The spare, folk-based style of Tangled Messages has earned comparisons to Joni Mitchell, particularly due to tracks like “Naked,” which sounds like the work of a woman who’s spent hours listening to Blue. But this is actually not the case. “I have no Joni Mitchell records,” Varagona confesses. “I’ve always been kind of not very fond of female vocalists. You just heard more men growing up, and I guess I’m tougher on women. I want them to be better.”
It might also have something to do with Varagona herself being “one of the boys” in Lambchop. She says that the freedom of expression that she has in Lambchop feeds her own music, even though the methods are a little different, given that Lambchop’s music is guided by Kurt Wagner. But Varagona adds that “as much as you have to give him a lot of credit, it wouldn’t sound the same if Kurt said, ‘Here’s your part, and you play it like this.’ ” Instead, every band member has input, and Varagona points out the the result “sounds like nothing any one of us would individually do.”

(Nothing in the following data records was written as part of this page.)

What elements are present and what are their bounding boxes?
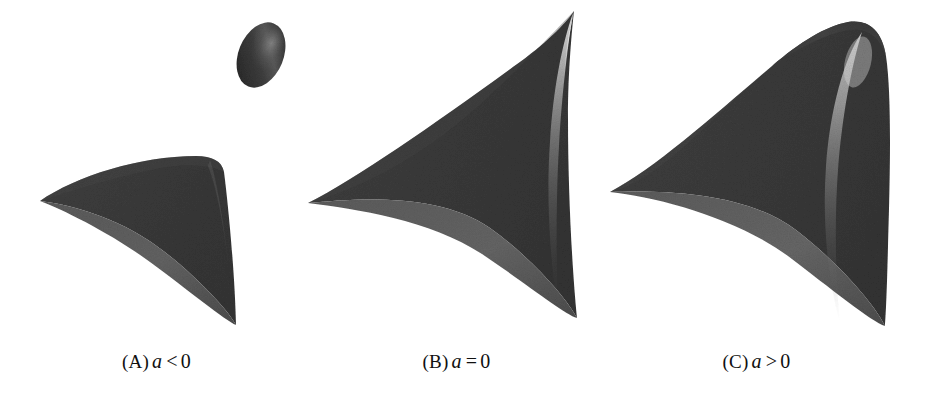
panel-c-label: (C) <box>723 351 749 372</box>
panel-b-value: 0 <box>480 350 490 372</box>
panel-a-operator: < <box>166 350 177 372</box>
panel-c-plot <box>600 0 913 345</box>
ellipsoid-shape <box>227 15 294 95</box>
panel-b-caption: (B)a=0 <box>300 348 613 375</box>
figure-container: (A)a<0 <box>0 0 940 398</box>
panel-b-plot <box>300 0 613 345</box>
panel-b-operator: = <box>466 350 477 372</box>
panel-c-expression: a>0 <box>752 350 791 372</box>
hyperboloid-lower-sheet-shape <box>40 156 236 325</box>
panel-c: (C)a>0 <box>600 0 913 398</box>
panel-b: (B)a=0 <box>300 0 613 398</box>
panel-a-label: (A) <box>122 351 149 372</box>
panel-a-expression: a<0 <box>152 350 191 372</box>
panel-b-variable: a <box>452 350 462 372</box>
panel-a-caption: (A)a<0 <box>0 348 313 375</box>
panel-b-expression: a=0 <box>452 350 491 372</box>
panel-a-plot <box>0 0 313 345</box>
hyperboloid-surface-shape <box>610 22 890 326</box>
panel-c-caption: (C)a>0 <box>600 348 913 375</box>
panel-a: (A)a<0 <box>0 0 313 398</box>
panel-a-value: 0 <box>181 350 191 372</box>
panel-c-value: 0 <box>780 350 790 372</box>
panel-a-variable: a <box>152 350 162 372</box>
panel-c-operator: > <box>766 350 777 372</box>
panel-b-label: (B) <box>423 351 449 372</box>
cone-surface-shape <box>308 11 577 318</box>
panel-c-variable: a <box>752 350 762 372</box>
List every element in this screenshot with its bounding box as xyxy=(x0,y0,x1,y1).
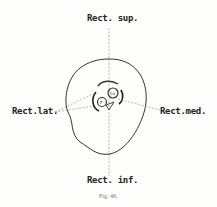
svg-text:P: P xyxy=(100,100,103,105)
label-rect-med: Rect.med. xyxy=(160,106,206,116)
figure-caption: Fig. 46. xyxy=(99,193,118,199)
svg-text:Co: Co xyxy=(110,91,115,96)
label-rect-lat: Rect.lat. xyxy=(12,106,58,116)
figure: Co P Rect. sup. Rect. inf. Rect.lat. Rec… xyxy=(0,0,217,207)
label-rect-inf: Rect. inf. xyxy=(87,175,138,185)
label-rect-sup: Rect. sup. xyxy=(87,13,138,23)
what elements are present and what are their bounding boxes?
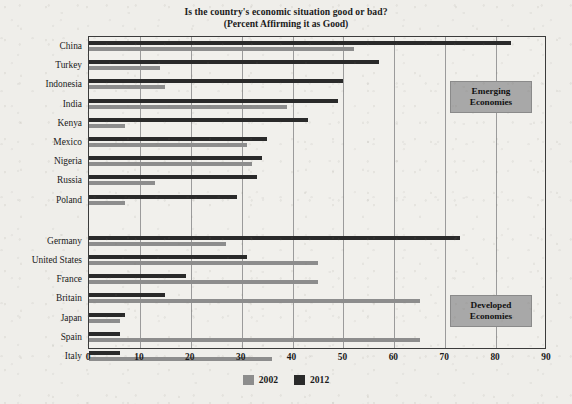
category-label-japan: Japan	[0, 313, 82, 323]
bar-2002-turkey	[89, 66, 160, 70]
emerging-economies-label-line2: Economies	[470, 97, 512, 108]
developed-economies-label-line2: Economies	[470, 311, 512, 322]
legend-swatch-2002	[243, 375, 254, 385]
category-label-russia: Russia	[0, 175, 82, 185]
developed-economies-label-line1: Developed	[471, 300, 512, 311]
bar-2002-germany	[89, 242, 226, 246]
bar-2012-indonesia	[89, 79, 343, 83]
x-tick-label-20: 20	[185, 352, 194, 362]
category-label-india: India	[0, 99, 82, 109]
bar-2012-spain	[89, 332, 120, 336]
bar-2012-united-states	[89, 255, 247, 259]
x-tick-label-80: 80	[490, 352, 499, 362]
bar-2002-japan	[89, 319, 120, 323]
legend-label-2002: 2002	[259, 374, 278, 385]
bar-2002-kenya	[89, 124, 125, 128]
category-label-united-states: United States	[0, 255, 82, 265]
bar-2012-turkey	[89, 60, 379, 64]
bar-2012-france	[89, 274, 186, 278]
bar-2012-china	[89, 41, 511, 45]
bar-2002-mexico	[89, 143, 247, 147]
developed-economies-box: Developed Economies	[450, 295, 531, 327]
bar-2012-india	[89, 99, 338, 103]
bar-2002-spain	[89, 338, 420, 342]
x-tick-label-40: 40	[287, 352, 296, 362]
bar-2012-poland	[89, 195, 237, 199]
bar-2012-kenya	[89, 118, 308, 122]
bar-2002-france	[89, 280, 318, 284]
x-tick-label-30: 30	[236, 352, 245, 362]
chart-title: Is the country's economic situation good…	[0, 6, 572, 18]
x-tick-label-60: 60	[389, 352, 398, 362]
category-label-britain: Britain	[0, 293, 82, 303]
x-axis-tick-labels: 0102030405060708090	[0, 352, 572, 366]
x-tick-label-10: 10	[134, 352, 143, 362]
bar-2002-russia	[89, 181, 155, 185]
legend-item-2002: 2002	[243, 374, 278, 385]
bar-2012-mexico	[89, 137, 267, 141]
category-label-kenya: Kenya	[0, 118, 82, 128]
bar-2002-poland	[89, 201, 125, 205]
category-label-indonesia: Indonesia	[0, 79, 82, 89]
bar-2002-china	[89, 47, 354, 51]
bar-2002-nigeria	[89, 162, 252, 166]
plot-area: Emerging Economies Developed Economies	[88, 36, 546, 349]
legend-label-2012: 2012	[310, 374, 329, 385]
category-label-poland: Poland	[0, 195, 82, 205]
category-labels: ChinaTurkeyIndonesiaIndiaKenyaMexicoNige…	[0, 36, 88, 349]
bar-2002-united-states	[89, 261, 318, 265]
category-label-china: China	[0, 41, 82, 51]
category-label-spain: Spain	[0, 332, 82, 342]
x-tick-label-70: 70	[440, 352, 449, 362]
chart-subtitle: (Percent Affirming it as Good)	[0, 18, 572, 30]
bar-2002-indonesia	[89, 85, 165, 89]
category-label-nigeria: Nigeria	[0, 156, 82, 166]
bar-2012-nigeria	[89, 156, 262, 160]
bar-2012-japan	[89, 313, 125, 317]
x-tick-label-90: 90	[541, 352, 550, 362]
category-label-turkey: Turkey	[0, 60, 82, 70]
x-tick-label-50: 50	[338, 352, 347, 362]
legend-item-2012: 2012	[294, 374, 329, 385]
emerging-economies-label-line1: Emerging	[472, 86, 511, 97]
x-tick-label-0: 0	[86, 352, 91, 362]
bar-2002-britain	[89, 299, 420, 303]
category-label-france: France	[0, 274, 82, 284]
category-label-mexico: Mexico	[0, 137, 82, 147]
legend-swatch-2012	[294, 375, 305, 385]
chart-legend: 2002 2012	[0, 374, 572, 385]
bar-2012-britain	[89, 293, 165, 297]
bar-2012-germany	[89, 236, 460, 240]
emerging-economies-box: Emerging Economies	[450, 81, 531, 113]
category-label-germany: Germany	[0, 236, 82, 246]
bar-2002-india	[89, 105, 287, 109]
bar-2012-russia	[89, 175, 257, 179]
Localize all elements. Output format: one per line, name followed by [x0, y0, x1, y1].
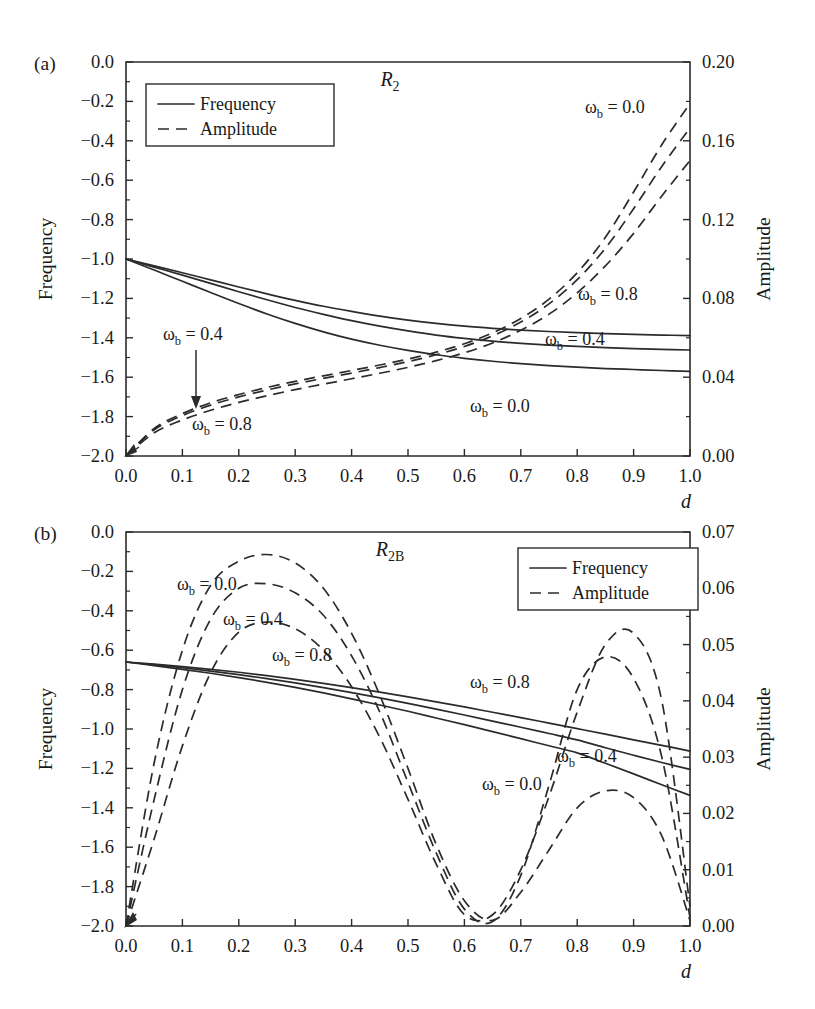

For her show at 12th & Porter, Varagona says she may play all by herself, or “I may end up with some Lambchoppers onstage. But nothing’s planned. Playing alone does get lonely.” Reflecting on making the leap from the chorus to the lead, Varagona admits to being slightly daunted, but mostly bemused. She laughs, “I’m still kind of naive in my sideman’s view of the world.”